Inside Animal Hearts and Minds

Bears That Count, Goats That Surf, and Other True Stories
of Animal Intelligence and Emotion

As Charles Darwin suggested more than a century ago, the differences between animals and humans are “one of degree and not of kind.” Not long ago, ethologists denied that animals had emotions or true intelligence. Now, we know that rats laugh when tickled, magpies cover their “dearly departed” with greenery, female whales travel thousands of miles for annual reunions with their gal pals, ants recognize themselves in a mirror, and beetles make star maps in their minds.

In engaging text and photographs, Inside Animal Hearts and Minds: Bears That Count, Goats That Surf, and Other True Stories of Animal Intelligence and Emotion introduces readers to a broad and astonishing spectrum of animal feeling, thinking, and sentience. Learn about monkeys who understand the concept of money and use currency to shop, rats who choose friendship over food, and wild ravens who windsurf using curved pieces of tree bark as surfboards. Even language, math, and logic are no longer exclusive to humans. Signing apes invent metaphors, prairie dogs have “words” to describe intruders, parrots name their chicks, sea lions can think logically, and bears, lemurs, parrots, and other animals can “count.”

In a world where a growing body of scientific research is closing the gap between the human and nonhuman, Inside Animal Hearts and Minds invites us to change the way we view animals, the world, and our place in it.

Foreword by Jonathan Balcombe
Jonathan Balcombe is an ethologist, author, and speaker. He has published over fifty scientific papers on animal behavior and animal protection. He served as the director of Animal Sentience with the Humane Society Institute for Science and Policy and has authored numerous books, including What a Fish Knows: The Inner Lives of Our Underwater Cousins.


• _To do_:
From the records below, copy out each line that has the word "Orders".
Content starts
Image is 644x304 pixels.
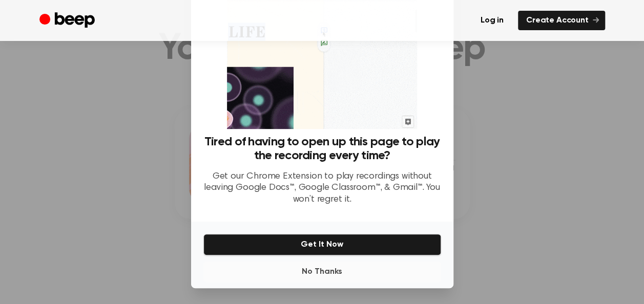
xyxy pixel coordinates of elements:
button: Get It Now [204,234,441,255]
button: No Thanks [204,261,441,282]
p: Get our Chrome Extension to play recordings without leaving Google Docs™, Google Classroom™, & Gm... [204,171,441,206]
h3: Tired of having to open up this page to play the recording every time? [204,135,441,163]
a: Beep [40,11,97,31]
a: Log in [473,11,512,30]
a: Create Account [518,11,605,30]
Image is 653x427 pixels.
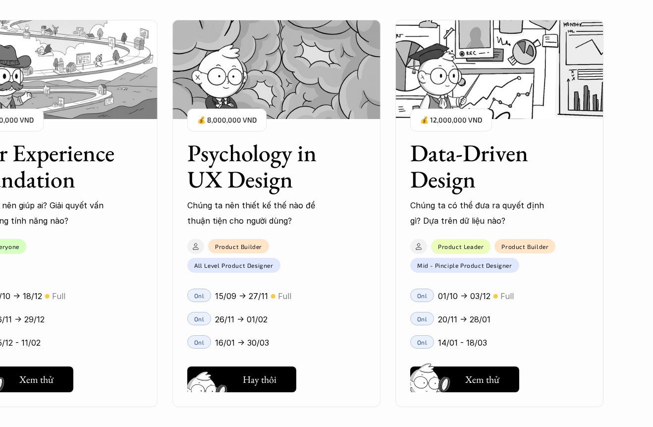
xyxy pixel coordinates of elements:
h5: Hay thôi [243,372,277,386]
p: 🟡 [271,292,276,300]
p: Product Builder [502,243,549,250]
p: Product Builder [215,243,262,250]
p: Chúng ta có thể đưa ra quyết định gì? Dựa trên dữ liệu nào? [410,198,554,228]
h3: Data-Driven Design [410,140,564,192]
p: 16/01 -> 30/03 [215,335,269,350]
button: Xem thử [410,366,519,392]
h3: Psychology in UX Design [187,140,341,192]
p: Onl [194,339,205,345]
p: Onl [417,292,428,299]
p: All Level Product Designer [194,262,274,269]
p: 01/10 -> 03/12 [438,288,491,303]
p: Onl [417,315,428,322]
p: Onl [194,315,205,322]
p: Product Leader [438,243,484,250]
p: 14/01 - 18/03 [438,335,487,350]
p: Mid - Pinciple Product Designer [417,262,513,269]
p: 💰 12,000,000 VND [420,114,482,127]
p: 20/11 -> 28/01 [438,312,491,327]
button: Hay thôi [187,366,296,392]
p: 26/11 -> 01/02 [215,312,268,327]
p: Chúng ta nên thiết kế thế nào để thuận tiện cho người dùng? [187,198,331,228]
p: Full [501,288,514,303]
p: Onl [417,339,428,345]
a: Xem thử [410,362,519,392]
p: 15/09 -> 27/11 [215,288,268,303]
p: 🟡 [493,292,498,300]
p: Onl [194,292,205,299]
p: 💰 8,000,000 VND [197,114,257,127]
h5: Xem thử [465,372,500,386]
p: Full [278,288,291,303]
a: Hay thôi [187,362,296,392]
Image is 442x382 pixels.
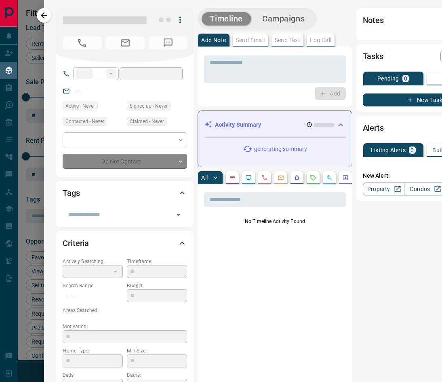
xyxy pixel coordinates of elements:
p: Activity Summary [215,121,261,129]
h2: Criteria [63,237,89,250]
svg: Agent Actions [343,174,349,181]
h2: Notes [363,14,384,27]
p: Pending [378,76,400,81]
p: Areas Searched: [63,307,187,314]
span: No Number [149,36,188,49]
svg: Opportunities [326,174,333,181]
p: -- - -- [63,289,123,302]
span: Active - Never [66,102,95,110]
p: 0 [411,147,414,153]
span: Signed up - Never [130,102,168,110]
a: -- [76,87,79,94]
p: Budget: [127,282,187,289]
svg: Calls [262,174,268,181]
p: Listing Alerts [371,147,406,153]
h2: Alerts [363,121,384,134]
button: Campaigns [254,12,313,25]
p: Actively Searching: [63,258,123,265]
button: Timeline [202,12,251,25]
h2: Tags [63,186,80,199]
p: Search Range: [63,282,123,289]
span: Contacted - Never [66,117,104,125]
span: No Number [63,36,102,49]
p: Min Size: [127,347,187,354]
div: Tags [63,183,187,203]
p: No Timeline Activity Found [204,218,346,225]
span: No Email [106,36,144,49]
div: Activity Summary [205,117,345,132]
p: Add Note [201,37,226,43]
button: Open [173,209,184,220]
p: Timeframe: [127,258,187,265]
div: Do Not Contact [63,154,187,169]
svg: Requests [310,174,317,181]
svg: Notes [229,174,236,181]
p: Home Type: [63,347,123,354]
div: Criteria [63,233,187,253]
p: Baths: [127,371,187,379]
svg: Listing Alerts [294,174,300,181]
span: Claimed - Never [130,117,164,125]
svg: Lead Browsing Activity [245,174,252,181]
svg: Emails [278,174,284,181]
a: Property [363,182,405,195]
p: All [201,175,208,180]
p: 0 [404,76,408,81]
p: Beds: [63,371,123,379]
p: generating summary [254,145,307,153]
h2: Tasks [363,50,384,63]
p: Motivation: [63,323,187,330]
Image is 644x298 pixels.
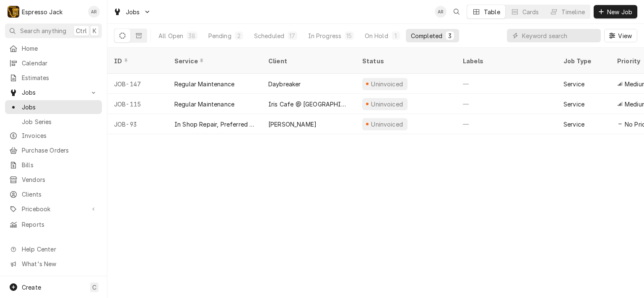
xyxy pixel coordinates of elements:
[22,146,97,155] span: Purchase Orders
[5,100,102,114] a: Jobs
[188,31,195,40] div: 38
[22,161,97,169] span: Bills
[93,27,96,35] span: K
[5,257,102,271] a: Go to What's New
[268,79,301,89] div: Daybreaker
[268,57,347,66] div: Client
[8,6,19,17] div: Espresso Jack's Avatar
[22,59,97,67] span: Calendar
[456,94,556,114] div: —
[5,115,102,129] a: Job Series
[5,187,102,201] a: Clients
[22,8,63,16] div: Espresso Jack
[22,245,97,253] span: Help Center
[5,202,102,216] a: Go to Pricebook
[447,31,452,40] div: 3
[5,158,102,172] a: Bills
[370,100,404,108] div: Uninvoiced
[107,74,168,94] div: JOB-147
[88,6,100,17] div: AR
[522,29,596,42] input: Keyword search
[22,131,97,140] span: Invoices
[22,103,97,111] span: Jobs
[22,88,85,97] span: Jobs
[561,8,585,16] div: Timeline
[22,190,97,199] span: Clients
[158,31,183,40] div: All Open
[616,31,633,40] span: View
[22,260,97,268] span: What's New
[5,242,102,256] a: Go to Help Center
[563,79,584,89] div: Service
[22,117,97,126] span: Job Series
[174,120,255,129] div: In Shop Repair, Preferred Rate
[435,6,446,17] div: AR
[289,31,295,40] div: 17
[594,5,637,19] button: New Job
[362,57,447,66] div: Status
[456,114,556,134] div: —
[174,100,234,108] div: Regular Maintenance
[435,6,446,17] div: Allan Ross's Avatar
[5,217,102,231] a: Reports
[268,120,316,129] div: [PERSON_NAME]
[254,31,284,40] div: Scheduled
[456,74,556,94] div: —
[174,79,234,89] div: Regular Maintenance
[365,31,388,40] div: On Hold
[522,8,539,16] div: Cards
[5,42,102,55] a: Home
[22,44,97,53] span: Home
[88,6,100,17] div: Allan Ross's Avatar
[5,143,102,157] a: Purchase Orders
[605,8,634,16] span: New Job
[114,57,159,66] div: ID
[5,71,102,85] a: Estimates
[208,31,231,40] div: Pending
[604,29,637,42] button: View
[268,100,349,108] div: Iris Cafe @ [GEOGRAPHIC_DATA]
[237,31,241,40] div: 2
[463,57,550,66] div: Labels
[76,27,87,35] span: Ctrl
[8,6,19,17] div: E
[5,23,102,38] button: Search anythingCtrlK
[411,31,442,40] div: Completed
[563,120,584,129] div: Service
[110,5,154,19] a: Go to Jobs
[5,85,102,99] a: Go to Jobs
[22,175,97,184] span: Vendors
[370,79,404,89] div: Uninvoiced
[393,31,398,40] div: 1
[92,283,96,292] span: C
[5,173,102,187] a: Vendors
[22,284,41,291] span: Create
[107,94,168,114] div: JOB-115
[563,57,603,66] div: Job Type
[450,5,463,19] button: Open search
[22,220,97,229] span: Reports
[483,8,500,16] div: Table
[20,27,66,35] span: Search anything
[5,56,102,70] a: Calendar
[107,114,168,134] div: JOB-93
[5,129,102,143] a: Invoices
[174,57,253,66] div: Service
[308,31,341,40] div: In Progress
[346,31,352,40] div: 15
[370,120,404,129] div: Uninvoiced
[22,205,85,213] span: Pricebook
[22,74,97,82] span: Estimates
[126,8,140,16] span: Jobs
[563,100,584,108] div: Service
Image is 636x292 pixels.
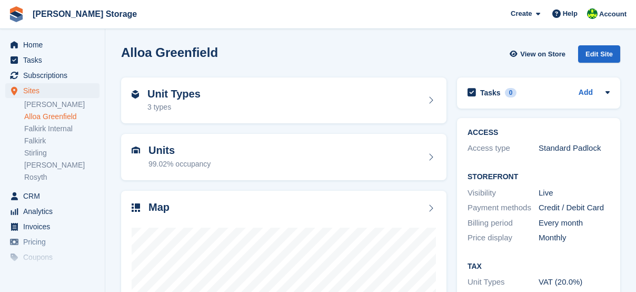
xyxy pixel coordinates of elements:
[24,112,100,122] a: Alloa Greenfield
[468,187,539,199] div: Visibility
[132,90,139,98] img: unit-type-icn-2b2737a686de81e16bb02015468b77c625bbabd49415b5ef34ead5e3b44a266d.svg
[539,142,610,154] div: Standard Padlock
[578,45,620,67] a: Edit Site
[563,8,578,19] span: Help
[468,262,610,271] h2: Tax
[28,5,141,23] a: [PERSON_NAME] Storage
[5,189,100,203] a: menu
[480,88,501,97] h2: Tasks
[599,9,627,19] span: Account
[468,142,539,154] div: Access type
[578,45,620,63] div: Edit Site
[468,202,539,214] div: Payment methods
[539,232,610,244] div: Monthly
[23,189,86,203] span: CRM
[147,88,201,100] h2: Unit Types
[5,234,100,249] a: menu
[132,203,140,212] img: map-icn-33ee37083ee616e46c38cad1a60f524a97daa1e2b2c8c0bc3eb3415660979fc1.svg
[121,77,447,124] a: Unit Types 3 types
[23,68,86,83] span: Subscriptions
[24,148,100,158] a: Stirling
[147,102,201,113] div: 3 types
[468,173,610,181] h2: Storefront
[5,219,100,234] a: menu
[539,217,610,229] div: Every month
[23,219,86,234] span: Invoices
[5,250,100,264] a: menu
[579,87,593,99] a: Add
[24,136,100,146] a: Falkirk
[23,234,86,249] span: Pricing
[539,202,610,214] div: Credit / Debit Card
[24,160,100,170] a: [PERSON_NAME]
[508,45,570,63] a: View on Store
[23,83,86,98] span: Sites
[5,265,100,280] a: menu
[149,201,170,213] h2: Map
[5,204,100,219] a: menu
[24,100,100,110] a: [PERSON_NAME]
[468,232,539,244] div: Price display
[5,37,100,52] a: menu
[121,45,218,60] h2: Alloa Greenfield
[511,8,532,19] span: Create
[23,250,86,264] span: Coupons
[23,37,86,52] span: Home
[23,53,86,67] span: Tasks
[505,88,517,97] div: 0
[539,187,610,199] div: Live
[520,49,566,60] span: View on Store
[23,265,86,280] span: Insurance
[5,83,100,98] a: menu
[5,53,100,67] a: menu
[468,217,539,229] div: Billing period
[587,8,598,19] img: Claire Wilson
[149,159,211,170] div: 99.02% occupancy
[8,6,24,22] img: stora-icon-8386f47178a22dfd0bd8f6a31ec36ba5ce8667c1dd55bd0f319d3a0aa187defe.svg
[5,68,100,83] a: menu
[132,146,140,154] img: unit-icn-7be61d7bf1b0ce9d3e12c5938cc71ed9869f7b940bace4675aadf7bd6d80202e.svg
[468,276,539,288] div: Unit Types
[23,204,86,219] span: Analytics
[24,172,100,182] a: Rosyth
[468,129,610,137] h2: ACCESS
[149,144,211,156] h2: Units
[121,134,447,180] a: Units 99.02% occupancy
[539,276,610,288] div: VAT (20.0%)
[24,124,100,134] a: Falkirk Internal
Content ends
• _The answer_:
[22,146,97,155] span: Purchase Orders
[5,143,102,157] a: Purchase Orders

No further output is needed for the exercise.